Irdeto has a plan, however: a program that will offer media outlets two versions of games to benchmark independently, with and without Denuvo Anti-Tamper, which he believes will prove “the performance is comparable, identical” between both. Apparently they hope to begin it within the next few months.
To me, this is a pretty good way of going about it. It gives people with professional and established testing methodology access to make the comparisons. Basically a “see for yourself” approach where its impact (or ideally, the lack of it) can be tested per-game.
One of the big problems historically with pre and post denuvo-removal comparisons is time. Casual benchmarkers run tests between older versions with DRM vs new versions without, which obviously have recieved a bunch of other optimizations. Some people don’t even re-run the old tests, which brings their own system differences into the equation (e.g. BIOS and driver updates). Nor is testing between cracked / non-cracked versions perfect; DRM that’s been circumvented is not necessarily prevented from running at all.
This is important to get right because, not only does actually good data take a LOT of work that casual benchmarkers wouldn’t even think of, there aren’t many definitive answers as to Denuvo’s universal effect on games. Sometimes it appears to have had no effect, then sometimes it does, which may be related to different generations of it and how well the devs implement it on a per-game basis.
The question I have though is whether Denuvo themselves offer these versions or if it’s a program whereby every game with it is obligated to provide these versions to press. In the case of the former, Denuvo would likely have the power to only show off best-case scenarios, whatever the conditions for that may be. If the latter, we may get a positive effect whereby, if they don’t already, Denuvo’s contract with a dev requires that their implementation is done properly and meets their standards, otherwise they don’t allow it. As a company, they do seem hung up on the perception of performance issues, so it wouldn’t surprise me.
Putting on a tin-foil hat, if they’re really scummy they could deliberately impose a performance limit on the non-Denuvo version. Say, something that is designed explicitly to mimic its runtime behaviour. That would be pretty insane though, not only is that tactic likely illegal, it wouldn’t take much for it to become public. It would be a significant risk given how confident they are in its lack of performance impacts (which as we’ve said, appear to be backed by professional testing). If they’re working to resolve their PR problems, it would be an utterly stupid thing to do.
Overall though, I look forward for what this means for testing going forward. Frustrations about DRM aside (I much prefer without for a number of reasons) from a technical level I’m interested in whether this approach will prove the performance impacts a myth or not. Either way, it’ll give us more insight into how it actually works and what it’s doing under the hood.
According to the article:
To me, this is a pretty good way of going about it. It gives people with professional and established testing methodology access to make the comparisons. Basically a “see for yourself” approach where its impact (or ideally, the lack of it) can be tested per-game.
One of the big problems historically with pre and post denuvo-removal comparisons is time. Casual benchmarkers run tests between older versions with DRM vs new versions without, which obviously have recieved a bunch of other optimizations. Some people don’t even re-run the old tests, which brings their own system differences into the equation (e.g. BIOS and driver updates). Nor is testing between cracked / non-cracked versions perfect; DRM that’s been circumvented is not necessarily prevented from running at all.
This is important to get right because, not only does actually good data take a LOT of work that casual benchmarkers wouldn’t even think of, there aren’t many definitive answers as to Denuvo’s universal effect on games. Sometimes it appears to have had no effect, then sometimes it does, which may be related to different generations of it and how well the devs implement it on a per-game basis.
An example the article gives is [PCGamer] hiring Durante (a prolific PC modder and developer famous for their work on Dark Souls) to benchmark Final Fantasy 15 with and without, finding no definitive measurable difference in gameplay but a possible ~6.7% increase in load times.
The question I have though is whether Denuvo themselves offer these versions or if it’s a program whereby every game with it is obligated to provide these versions to press. In the case of the former, Denuvo would likely have the power to only show off best-case scenarios, whatever the conditions for that may be. If the latter, we may get a positive effect whereby, if they don’t already, Denuvo’s contract with a dev requires that their implementation is done properly and meets their standards, otherwise they don’t allow it. As a company, they do seem hung up on the perception of performance issues, so it wouldn’t surprise me.
Putting on a tin-foil hat, if they’re really scummy they could deliberately impose a performance limit on the non-Denuvo version. Say, something that is designed explicitly to mimic its runtime behaviour. That would be pretty insane though, not only is that tactic likely illegal, it wouldn’t take much for it to become public. It would be a significant risk given how confident they are in its lack of performance impacts (which as we’ve said, appear to be backed by professional testing). If they’re working to resolve their PR problems, it would be an utterly stupid thing to do.
Overall though, I look forward for what this means for testing going forward. Frustrations about DRM aside (I much prefer without for a number of reasons) from a technical level I’m interested in whether this approach will prove the performance impacts a myth or not. Either way, it’ll give us more insight into how it actually works and what it’s doing under the hood.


Copy out exactly, from the entries that follow, the line holding "The image size", the line holding "This screenshot has height=383, width=829.", and all lines between them, but no pictures.

▸ **Information supplied**
━━━━━━━━━━━━━━━━
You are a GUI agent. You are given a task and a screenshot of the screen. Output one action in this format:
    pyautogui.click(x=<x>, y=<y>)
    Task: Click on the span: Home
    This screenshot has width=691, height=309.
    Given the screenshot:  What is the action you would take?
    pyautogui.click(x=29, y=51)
━━━━━━━━━━━━━━━━
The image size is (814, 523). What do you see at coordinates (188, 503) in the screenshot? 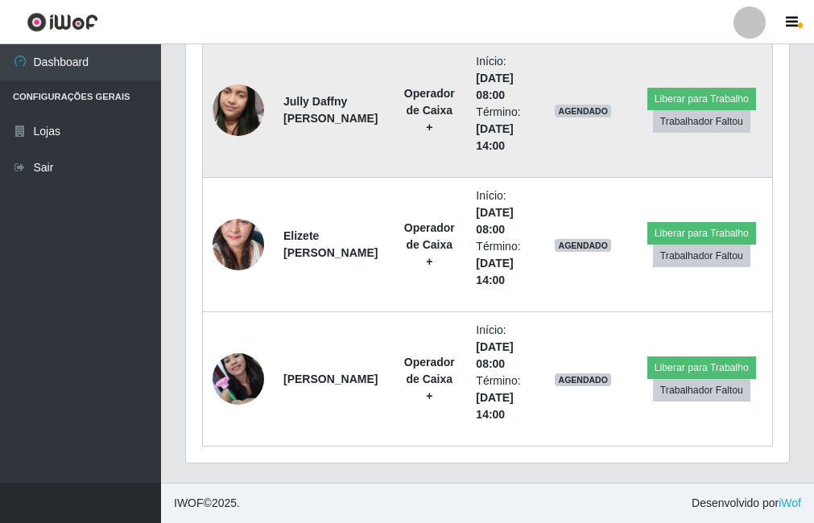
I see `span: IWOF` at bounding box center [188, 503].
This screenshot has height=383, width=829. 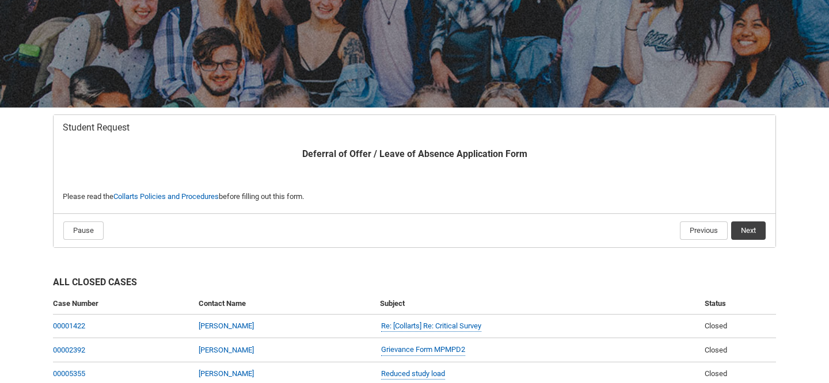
━━━━━━━━━━━━━━━━
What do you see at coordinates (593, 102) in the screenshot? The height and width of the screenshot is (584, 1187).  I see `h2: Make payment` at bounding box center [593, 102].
━━━━━━━━━━━━━━━━
▸ **Response to this task**
The image size is (814, 523). What do you see at coordinates (188, 503) in the screenshot? 
I see `span: IWOF` at bounding box center [188, 503].
This screenshot has height=383, width=829. 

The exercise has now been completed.